Chapter 17 of Tales That I Can Remember by Elsie Swagerty Burton

It was while I was going to Roosevelt Junior High that I met Ada Burton through Ester Ruedger, a friend I made in Home Room Class. I felt Ada only tolerated me because she hardly had a choice since Ester had me with her at lunch and other odd times.
On my 15th birthday Ada announced that her sister-in-law had had a baby girl that morning. After school that day I went with her to visit the baby and mother. The baby was Elaine and the mother Ruth, my future niece and sister-in-law. The baby impressed me as being the most beautiful new born I had ever seen.
It was during that year, Ada had an appendectomy and because of complications she was out of school for an extended period of time. Esther and I went to her house to visit. On that occasion I met Harry. He was such a shy person. I felt a kindred spirit.
Soon after Ada recovered she and her family moved to Palo Alto. I was devastated. I despaired that I would ever have a chance to date. I was this plain Jane to start with and secondly, I lived so far out of town there was no chance anyone would want to see me so much that he would journey so far just for me. Now the only prospect was moving away before I could even find out if he were a candidate. Then one day during that summer I got a note inviting me to a party at Ruth’s home, also in Palo Alto. I don’t remember how the details were worked out but I got to go.
Well, that party was quite an education to me. Most everyone smoked, even the women, very few smoked in my large extended family and of those who smoked, it was only the men. Everyone but three or four of us drank hard liquor and goodly amounts I soon tired of the activities, Harry and Ada did too. They didn’t drink either. We went for a short walk. I remember the fresh air was so welcome.
It so happened that that evening was but a few weeks before my sixteenth birthday. For some freakish reason I cannot fathom now, I wanted the phrase “Sweet Sixteen and never been kissed” to apply to me. Here I was so close to the time when it would apply, I persisted even though there were repeated requests for kisses all the way back to San Jose From Palo Alto. Afterwards, I called myself all sorts of a fool because I feared I had blown my one chance for a ‘fella.’
Soon after that evening the Burton family moved back to San Jose. There were more parties. I spent overnights with Ada and she visited me. I spent overnights with Helen Bronson too. She and her brother Bill and sister Norma and their mother and father were vey close to all of us. I remember that Helen and I would sneak western magazines into bed and read them by flashlight under the covers. Such innocent wickedness! Nobody told us they were “bad” but they had swear words in them so we knew, without being told, we shouldn’t read them.
I remember a Sunday School teacher in particular who was not a great deal older than we girls. She asked us what we wanted to study and we told her, “The Bible.” She made a very thorough effort of it herself. As I remember it she outlined the history of the Jewish people and researched so that she took excerpts from different books of the Bible that told the history in sequence. It was quite a work but beyond our appreciation. We loved her anyway just for herself and her caring.
She was married on Easter Sunday. A group of facilities from the church had gone to Alum Rock Park for a picnic and some of us went to the wedding in the afternoon. It was on that day Howard Claypool started showing an interest in me. For years I had admired him and his brother Ralph who both sang in the choir. I had day dreamed about just such a day. When I dared to have the dream going really well, it was Ralph whom I envisioned, but Howard would do just fine. Now when it really happened I had already met and was falling in love with Harry. What a dilemma. I did go to a few church functions with him but he soon determined my interests were elsewhere.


* [EXERCISE DESCRIPTION]: Could you please return each line of the data that has the word "ganglion"?
· · ·
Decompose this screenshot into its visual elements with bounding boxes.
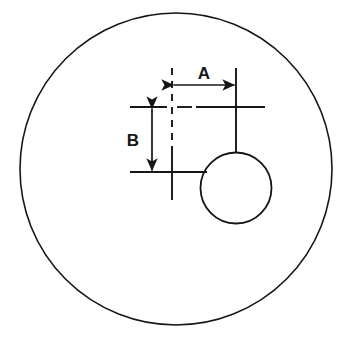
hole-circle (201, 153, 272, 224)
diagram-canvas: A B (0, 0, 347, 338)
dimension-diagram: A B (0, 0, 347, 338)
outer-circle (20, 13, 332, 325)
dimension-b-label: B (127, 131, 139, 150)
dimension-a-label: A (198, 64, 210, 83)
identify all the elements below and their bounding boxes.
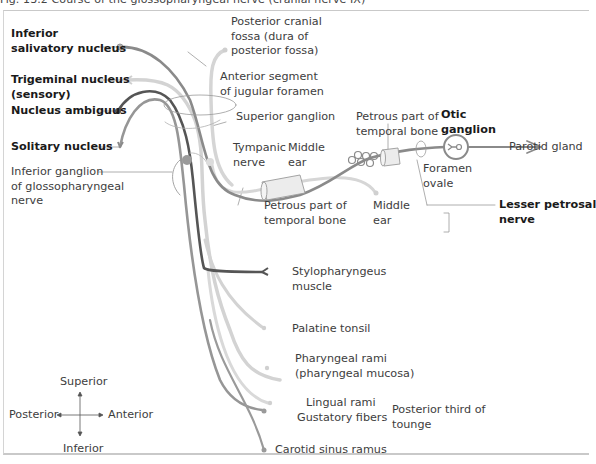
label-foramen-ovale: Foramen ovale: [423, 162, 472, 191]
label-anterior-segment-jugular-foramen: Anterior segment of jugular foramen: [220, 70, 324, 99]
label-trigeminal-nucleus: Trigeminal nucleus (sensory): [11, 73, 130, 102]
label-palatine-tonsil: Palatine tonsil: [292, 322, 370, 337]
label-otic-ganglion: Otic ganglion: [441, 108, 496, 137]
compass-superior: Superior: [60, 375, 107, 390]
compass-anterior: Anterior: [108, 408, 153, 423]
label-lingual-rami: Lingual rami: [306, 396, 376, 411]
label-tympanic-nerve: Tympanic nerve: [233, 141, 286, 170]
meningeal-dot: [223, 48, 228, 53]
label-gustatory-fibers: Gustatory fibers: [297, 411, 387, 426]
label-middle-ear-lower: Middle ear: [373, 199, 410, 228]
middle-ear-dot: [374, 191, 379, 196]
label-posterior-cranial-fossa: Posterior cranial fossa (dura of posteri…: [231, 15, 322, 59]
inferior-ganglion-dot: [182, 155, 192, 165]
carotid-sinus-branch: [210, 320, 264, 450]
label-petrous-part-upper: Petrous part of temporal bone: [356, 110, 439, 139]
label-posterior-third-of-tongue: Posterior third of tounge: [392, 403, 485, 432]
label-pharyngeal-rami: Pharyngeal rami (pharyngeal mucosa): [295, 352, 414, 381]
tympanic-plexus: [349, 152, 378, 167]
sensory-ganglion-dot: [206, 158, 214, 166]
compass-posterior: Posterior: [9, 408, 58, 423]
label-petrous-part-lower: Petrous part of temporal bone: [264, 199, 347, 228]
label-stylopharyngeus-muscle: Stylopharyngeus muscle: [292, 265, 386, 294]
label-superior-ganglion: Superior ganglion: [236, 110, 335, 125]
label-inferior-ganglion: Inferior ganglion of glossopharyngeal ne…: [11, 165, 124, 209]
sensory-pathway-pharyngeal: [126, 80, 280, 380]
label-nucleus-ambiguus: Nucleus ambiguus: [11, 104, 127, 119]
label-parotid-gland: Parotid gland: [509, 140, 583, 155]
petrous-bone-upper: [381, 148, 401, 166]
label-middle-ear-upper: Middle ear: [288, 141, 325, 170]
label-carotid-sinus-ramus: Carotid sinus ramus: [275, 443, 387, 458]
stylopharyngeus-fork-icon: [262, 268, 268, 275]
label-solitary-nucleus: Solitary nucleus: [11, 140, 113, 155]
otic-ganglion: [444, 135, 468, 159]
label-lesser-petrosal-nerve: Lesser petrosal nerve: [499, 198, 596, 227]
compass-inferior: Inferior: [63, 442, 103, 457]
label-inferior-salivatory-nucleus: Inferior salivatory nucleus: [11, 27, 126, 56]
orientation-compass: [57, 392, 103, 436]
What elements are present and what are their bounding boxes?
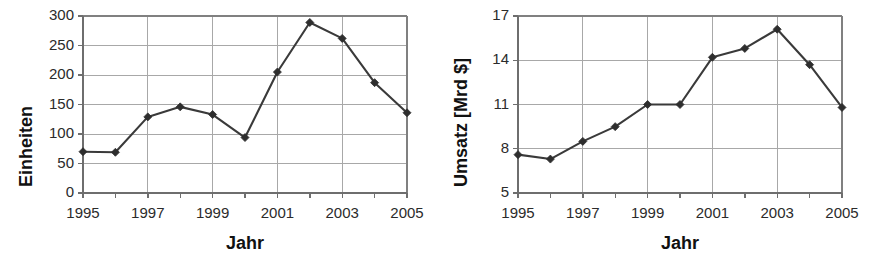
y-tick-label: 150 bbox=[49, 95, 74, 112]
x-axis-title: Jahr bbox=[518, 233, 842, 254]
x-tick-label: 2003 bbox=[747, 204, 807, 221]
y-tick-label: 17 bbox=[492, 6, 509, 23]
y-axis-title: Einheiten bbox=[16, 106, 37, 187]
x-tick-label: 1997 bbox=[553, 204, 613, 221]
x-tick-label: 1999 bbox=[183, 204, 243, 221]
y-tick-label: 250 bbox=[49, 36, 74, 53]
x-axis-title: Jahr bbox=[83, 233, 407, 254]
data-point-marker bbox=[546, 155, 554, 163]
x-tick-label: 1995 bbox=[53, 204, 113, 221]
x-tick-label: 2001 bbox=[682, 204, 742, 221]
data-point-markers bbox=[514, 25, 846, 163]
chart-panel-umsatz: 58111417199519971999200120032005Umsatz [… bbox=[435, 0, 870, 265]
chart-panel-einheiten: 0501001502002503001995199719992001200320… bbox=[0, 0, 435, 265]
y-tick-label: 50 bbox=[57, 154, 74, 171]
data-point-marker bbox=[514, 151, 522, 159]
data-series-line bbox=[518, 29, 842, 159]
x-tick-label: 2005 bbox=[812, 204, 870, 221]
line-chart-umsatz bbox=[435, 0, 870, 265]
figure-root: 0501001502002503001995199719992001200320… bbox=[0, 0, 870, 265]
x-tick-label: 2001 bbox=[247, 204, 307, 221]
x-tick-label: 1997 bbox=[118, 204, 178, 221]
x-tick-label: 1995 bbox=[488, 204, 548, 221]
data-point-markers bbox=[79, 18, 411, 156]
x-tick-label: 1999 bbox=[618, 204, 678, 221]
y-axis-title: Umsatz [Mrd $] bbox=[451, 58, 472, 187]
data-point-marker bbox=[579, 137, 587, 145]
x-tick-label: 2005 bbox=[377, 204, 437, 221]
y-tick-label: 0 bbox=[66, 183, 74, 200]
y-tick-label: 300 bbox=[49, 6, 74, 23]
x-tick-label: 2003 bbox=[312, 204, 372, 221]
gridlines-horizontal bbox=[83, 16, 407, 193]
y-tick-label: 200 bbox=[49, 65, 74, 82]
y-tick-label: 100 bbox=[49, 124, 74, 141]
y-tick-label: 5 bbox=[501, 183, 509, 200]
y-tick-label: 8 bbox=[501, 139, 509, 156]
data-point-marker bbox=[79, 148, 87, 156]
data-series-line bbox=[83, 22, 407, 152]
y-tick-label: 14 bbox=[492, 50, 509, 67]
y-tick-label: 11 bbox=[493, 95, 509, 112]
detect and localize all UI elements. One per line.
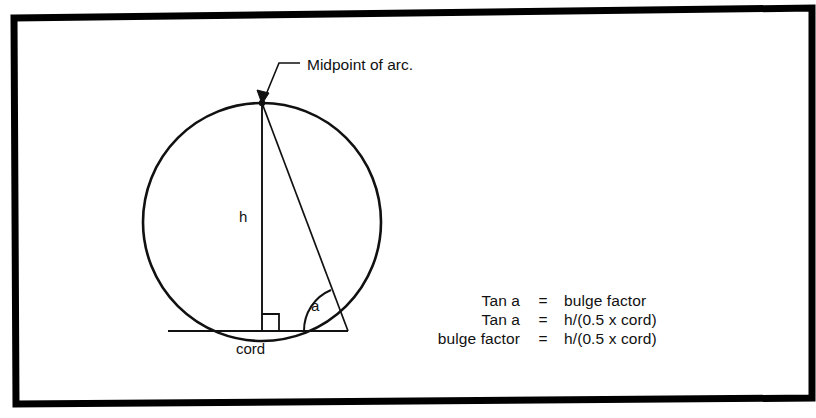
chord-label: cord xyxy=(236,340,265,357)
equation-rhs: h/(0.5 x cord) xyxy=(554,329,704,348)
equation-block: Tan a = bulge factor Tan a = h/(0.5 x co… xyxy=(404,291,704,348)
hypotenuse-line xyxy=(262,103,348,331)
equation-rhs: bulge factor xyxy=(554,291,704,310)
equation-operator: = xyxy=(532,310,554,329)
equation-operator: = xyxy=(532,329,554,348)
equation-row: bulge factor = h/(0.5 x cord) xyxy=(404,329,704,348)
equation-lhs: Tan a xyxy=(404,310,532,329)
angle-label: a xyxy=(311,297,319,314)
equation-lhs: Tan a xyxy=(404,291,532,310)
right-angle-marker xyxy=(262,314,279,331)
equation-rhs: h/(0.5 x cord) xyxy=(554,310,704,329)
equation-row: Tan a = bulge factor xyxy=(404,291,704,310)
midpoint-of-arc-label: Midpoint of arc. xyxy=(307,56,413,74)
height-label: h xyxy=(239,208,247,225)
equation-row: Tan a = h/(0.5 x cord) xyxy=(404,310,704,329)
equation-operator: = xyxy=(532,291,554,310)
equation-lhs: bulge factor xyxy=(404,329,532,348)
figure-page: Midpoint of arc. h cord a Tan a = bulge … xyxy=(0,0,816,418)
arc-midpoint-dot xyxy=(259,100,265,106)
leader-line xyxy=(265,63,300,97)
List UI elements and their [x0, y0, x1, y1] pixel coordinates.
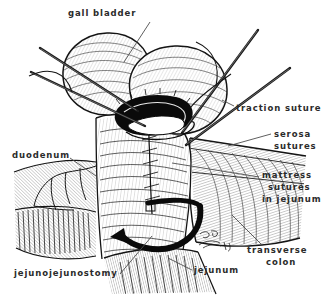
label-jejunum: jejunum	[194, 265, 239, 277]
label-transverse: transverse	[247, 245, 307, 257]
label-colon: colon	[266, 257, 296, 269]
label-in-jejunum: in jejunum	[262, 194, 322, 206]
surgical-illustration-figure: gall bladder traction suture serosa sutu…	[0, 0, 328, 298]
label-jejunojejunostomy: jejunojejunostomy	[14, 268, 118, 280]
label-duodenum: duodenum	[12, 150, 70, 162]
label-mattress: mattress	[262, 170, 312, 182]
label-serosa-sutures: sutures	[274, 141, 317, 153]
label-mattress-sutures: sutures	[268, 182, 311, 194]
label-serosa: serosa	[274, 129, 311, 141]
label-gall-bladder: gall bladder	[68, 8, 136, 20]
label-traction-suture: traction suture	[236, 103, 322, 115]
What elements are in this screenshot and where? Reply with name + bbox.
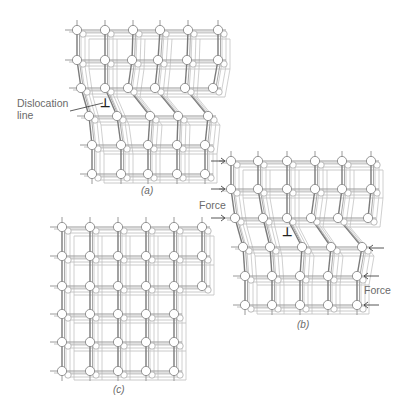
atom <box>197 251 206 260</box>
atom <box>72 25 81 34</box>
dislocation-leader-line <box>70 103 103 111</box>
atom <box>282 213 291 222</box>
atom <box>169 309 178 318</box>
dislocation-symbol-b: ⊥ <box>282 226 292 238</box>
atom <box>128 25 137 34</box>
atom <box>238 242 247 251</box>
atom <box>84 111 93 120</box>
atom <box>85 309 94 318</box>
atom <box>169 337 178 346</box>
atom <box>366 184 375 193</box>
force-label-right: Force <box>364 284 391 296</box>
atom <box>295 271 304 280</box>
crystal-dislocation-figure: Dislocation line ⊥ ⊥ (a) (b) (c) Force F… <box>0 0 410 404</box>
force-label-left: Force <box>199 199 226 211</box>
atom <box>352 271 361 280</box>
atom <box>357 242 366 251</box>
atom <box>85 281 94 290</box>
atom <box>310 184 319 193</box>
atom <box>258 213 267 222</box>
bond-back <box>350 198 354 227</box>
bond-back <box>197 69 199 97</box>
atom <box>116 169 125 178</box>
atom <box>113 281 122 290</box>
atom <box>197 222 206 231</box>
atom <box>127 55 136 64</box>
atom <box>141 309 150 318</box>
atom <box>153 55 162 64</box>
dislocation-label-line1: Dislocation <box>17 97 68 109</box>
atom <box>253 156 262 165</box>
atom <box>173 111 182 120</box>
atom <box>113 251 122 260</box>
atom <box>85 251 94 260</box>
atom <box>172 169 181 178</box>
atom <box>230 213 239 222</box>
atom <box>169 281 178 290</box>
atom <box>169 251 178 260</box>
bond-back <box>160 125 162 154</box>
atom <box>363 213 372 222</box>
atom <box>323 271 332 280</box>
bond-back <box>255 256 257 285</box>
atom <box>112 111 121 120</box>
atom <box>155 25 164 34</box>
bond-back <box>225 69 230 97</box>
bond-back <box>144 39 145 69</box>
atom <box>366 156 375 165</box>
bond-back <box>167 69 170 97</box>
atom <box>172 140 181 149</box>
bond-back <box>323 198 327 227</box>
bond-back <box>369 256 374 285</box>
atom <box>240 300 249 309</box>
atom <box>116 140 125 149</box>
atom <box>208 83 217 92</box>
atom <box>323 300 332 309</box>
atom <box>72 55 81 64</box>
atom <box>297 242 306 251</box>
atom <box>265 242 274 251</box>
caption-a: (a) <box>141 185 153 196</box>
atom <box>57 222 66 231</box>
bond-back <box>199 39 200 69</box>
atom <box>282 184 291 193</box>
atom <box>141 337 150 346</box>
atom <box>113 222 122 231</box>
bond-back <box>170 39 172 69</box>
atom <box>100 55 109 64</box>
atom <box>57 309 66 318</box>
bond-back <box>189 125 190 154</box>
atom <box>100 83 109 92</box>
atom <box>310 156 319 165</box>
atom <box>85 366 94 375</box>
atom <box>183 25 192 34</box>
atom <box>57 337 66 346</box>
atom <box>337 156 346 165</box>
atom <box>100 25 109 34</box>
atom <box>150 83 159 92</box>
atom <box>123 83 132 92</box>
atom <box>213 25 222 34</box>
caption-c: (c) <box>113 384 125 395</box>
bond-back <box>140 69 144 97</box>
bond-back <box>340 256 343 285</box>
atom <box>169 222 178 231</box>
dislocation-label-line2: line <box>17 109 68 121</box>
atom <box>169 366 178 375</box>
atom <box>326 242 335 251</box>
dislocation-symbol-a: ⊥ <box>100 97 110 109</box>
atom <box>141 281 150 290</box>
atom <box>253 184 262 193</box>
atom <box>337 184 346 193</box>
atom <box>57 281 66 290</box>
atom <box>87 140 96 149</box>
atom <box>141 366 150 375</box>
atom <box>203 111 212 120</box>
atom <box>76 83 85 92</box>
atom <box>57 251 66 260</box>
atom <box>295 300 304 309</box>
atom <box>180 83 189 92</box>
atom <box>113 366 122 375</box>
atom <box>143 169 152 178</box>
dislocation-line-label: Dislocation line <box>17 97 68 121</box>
· · ·
* [RESULT OF THIS TASK]:
label-otic-ganglion: Otic ganglion: [441, 108, 496, 137]
inferior-ganglion-dot: [182, 155, 192, 165]
sensory-ganglion-dot: [206, 158, 214, 166]
label-superior-ganglion: Superior ganglion: [236, 110, 335, 125]
label-inferior-ganglion: Inferior ganglion of glossopharyngeal ne…: [11, 165, 124, 209]
otic-ganglion: [444, 135, 468, 159]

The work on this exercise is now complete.